The U.S. Equal Employment Opportunity Commission voted last week to rescind its 2024 harassment guidance, withdrawing LGBTQ-inclusive examples that had clarified how federal law applies to workplace harassment based on sexual orientation and gender identity.

The commission voted 2–1 on January 23 to repeal the guidance, which had been approved in 2024 during the Biden administration. The document, nearly 200 pages long, outlined how existing federal civil rights laws apply to workplace harassment and included more than 70 examples of unlawful conduct. Among them were examples addressing repeated misgendering, denial of restroom access, and harassment tied to sexual orientation and gender identity.

The vote followed changes to the commission’s makeup after President Donald Trump appointed two Republican commissioners, giving the agency a conservative majority. Andrea Lucas was named chair in January 2025, joined by Commissioner Brittany Panuccio, who was confirmed later that year. The dissenting vote came from Kalpana Kotagal, the commission’s sole Democrat.

The 2024 guidance built on the U.S. Supreme Court’s 2020 decision in Bostock v. Clayton County, which held that Title VII’s ban on sex discrimination includes discrimination based on sexual orientation and gender identity. While the guidance itself was not legally binding, it was widely viewed as a roadmap for how the commission interprets and enforces federal law and is often cited by courts.
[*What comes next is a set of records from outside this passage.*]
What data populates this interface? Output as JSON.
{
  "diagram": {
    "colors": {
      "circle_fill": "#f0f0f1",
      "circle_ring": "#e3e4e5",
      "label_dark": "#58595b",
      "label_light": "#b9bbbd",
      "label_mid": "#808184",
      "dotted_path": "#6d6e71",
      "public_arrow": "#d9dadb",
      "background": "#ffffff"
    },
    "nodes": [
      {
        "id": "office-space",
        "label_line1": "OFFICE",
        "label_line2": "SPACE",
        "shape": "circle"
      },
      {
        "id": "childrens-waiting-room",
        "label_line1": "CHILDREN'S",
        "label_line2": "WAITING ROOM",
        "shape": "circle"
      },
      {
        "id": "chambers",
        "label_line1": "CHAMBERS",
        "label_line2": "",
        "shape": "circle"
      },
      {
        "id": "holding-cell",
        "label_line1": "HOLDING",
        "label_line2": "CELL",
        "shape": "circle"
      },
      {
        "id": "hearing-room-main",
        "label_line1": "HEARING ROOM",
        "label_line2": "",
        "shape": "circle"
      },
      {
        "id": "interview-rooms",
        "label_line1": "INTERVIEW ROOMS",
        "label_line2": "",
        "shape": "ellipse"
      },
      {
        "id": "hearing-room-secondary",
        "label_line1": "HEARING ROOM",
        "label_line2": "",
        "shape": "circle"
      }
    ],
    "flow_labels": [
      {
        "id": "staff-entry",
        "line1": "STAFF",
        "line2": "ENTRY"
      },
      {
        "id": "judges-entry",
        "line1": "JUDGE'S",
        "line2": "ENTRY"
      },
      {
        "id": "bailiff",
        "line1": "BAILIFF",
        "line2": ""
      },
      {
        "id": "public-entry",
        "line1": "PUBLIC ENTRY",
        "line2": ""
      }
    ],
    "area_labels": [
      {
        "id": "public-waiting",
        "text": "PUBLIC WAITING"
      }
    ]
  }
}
Republican commissioners objected most strongly to the guidance’s section on gender identity and sexual orientation. That section included examples such as the repeated and intentional use of a name or pronoun an employee no longer uses and denial of access to bathrooms consistent with a person’s gender identity. A federal judge in Texas blocked that portion of the guidance last year, ruling that the EEOC had exceeded its authority.

In a statement following the vote, Lucas said rescinding the guidance would not weaken enforcement. “Rescinding this guidance does not give employers license to engage in unlawful harassment,” she said. “Federal employment laws against discrimination, harassment, and retaliation remain firmly in place.”
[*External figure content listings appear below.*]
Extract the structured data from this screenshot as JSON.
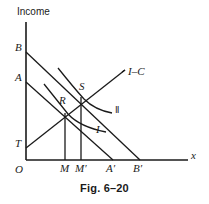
{
  "figure": {
    "caption": "Fig. 6–20",
    "axis_y_title": "Income",
    "axis_x_title": "x",
    "curve_labels": {
      "ic_line": "I–C",
      "indifference_one": "I",
      "indifference_two": "Ⅱ"
    },
    "points": [
      {
        "id": "B",
        "label": "B",
        "x": 15,
        "y": 48
      },
      {
        "id": "A",
        "label": "A",
        "x": 15,
        "y": 78
      },
      {
        "id": "T",
        "label": "T",
        "x": 15,
        "y": 144
      },
      {
        "id": "O",
        "label": "O",
        "x": 15,
        "y": 170
      },
      {
        "id": "S",
        "label": "S",
        "x": 79,
        "y": 87
      },
      {
        "id": "R",
        "label": "R",
        "x": 59,
        "y": 101
      },
      {
        "id": "M",
        "label": "M",
        "x": 60,
        "y": 169
      },
      {
        "id": "Mp",
        "label": "M′",
        "x": 76,
        "y": 169
      },
      {
        "id": "Ap",
        "label": "A′",
        "x": 107,
        "y": 169
      },
      {
        "id": "Bp",
        "label": "B′",
        "x": 134,
        "y": 169
      }
    ],
    "geometry": {
      "origin": {
        "x": 26,
        "y": 160
      },
      "y_axis_top": 22,
      "x_axis_right": 188,
      "budget_line_B": {
        "x1": 26,
        "y1": 52,
        "x2": 140,
        "y2": 160
      },
      "budget_line_A": {
        "x1": 26,
        "y1": 82,
        "x2": 113,
        "y2": 160
      },
      "ic_line": {
        "x1": 26,
        "y1": 148,
        "x2": 125,
        "y2": 70
      },
      "vertical_M": {
        "x": 65,
        "y_top": 113,
        "y_bottom": 160
      },
      "vertical_Mprime": {
        "x": 81,
        "y_top": 97,
        "y_bottom": 160
      },
      "point_R": {
        "x": 65,
        "y": 113
      },
      "point_S": {
        "x": 81,
        "y": 97
      }
    },
    "colors": {
      "line": "#1a1a1a",
      "background": "#ffffff",
      "text": "#1a1a1a"
    }
  }
}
Kotagal sharply disagreed. “There’s no reason to rescind the harassment guidance in its entirety,” she said. “Instead of adopting a thoughtful and surgical approach…the commission is throwing out the baby with the bathwater. Worse, it is doing so without public input.”
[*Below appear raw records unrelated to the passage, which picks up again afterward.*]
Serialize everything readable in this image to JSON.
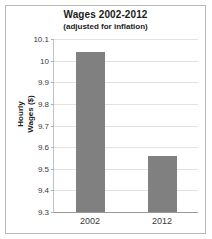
{
  "chart_data": {
    "type": "bar",
    "title": "Wages 2002-2012",
    "subtitle": "(adjusted for inflation)",
    "xlabel": "",
    "ylabel": "Hourly Wages ($)",
    "ylabel_line1": "Hourly",
    "ylabel_line2": "Wages ($)",
    "categories": [
      "2002",
      "2012"
    ],
    "values": [
      10.04,
      9.56
    ],
    "ylim": [
      9.3,
      10.1
    ],
    "yticks": [
      9.3,
      9.4,
      9.5,
      9.6,
      9.7,
      9.8,
      9.9,
      10.0,
      10.1
    ],
    "ytick_labels": [
      "9.3",
      "9.4",
      "9.5",
      "9.6",
      "9.7",
      "9.8",
      "9.9",
      "10",
      "10.1"
    ],
    "grid": true,
    "legend": false,
    "bar_color": "#808080",
    "gridline_color": "#e2e2e2",
    "background_color": "#ffffff",
    "border_color": "#b9b9b9"
  }
}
LGBTQ+ advocates and Democratic lawmakers also condemned the decision. Human Rights Campaign legal policy director Cathryn Oakley said the move undermines workplace protections. “We all deserve a country that protects and defends civil rights for all, where our laws are enforced equally, our workplaces are safe for everyone, and people are held accountable for their actions,” she said.

While Title VII remains unchanged, legal experts note that without the 2024 guidance, employers and employees alike now have less clarity about how the EEOC will interpret harassment claims. For LGBTQ+ workers, advocates say the vote marks a significant shift in how the agency approaches enforcement, even as the underlying law remains the same.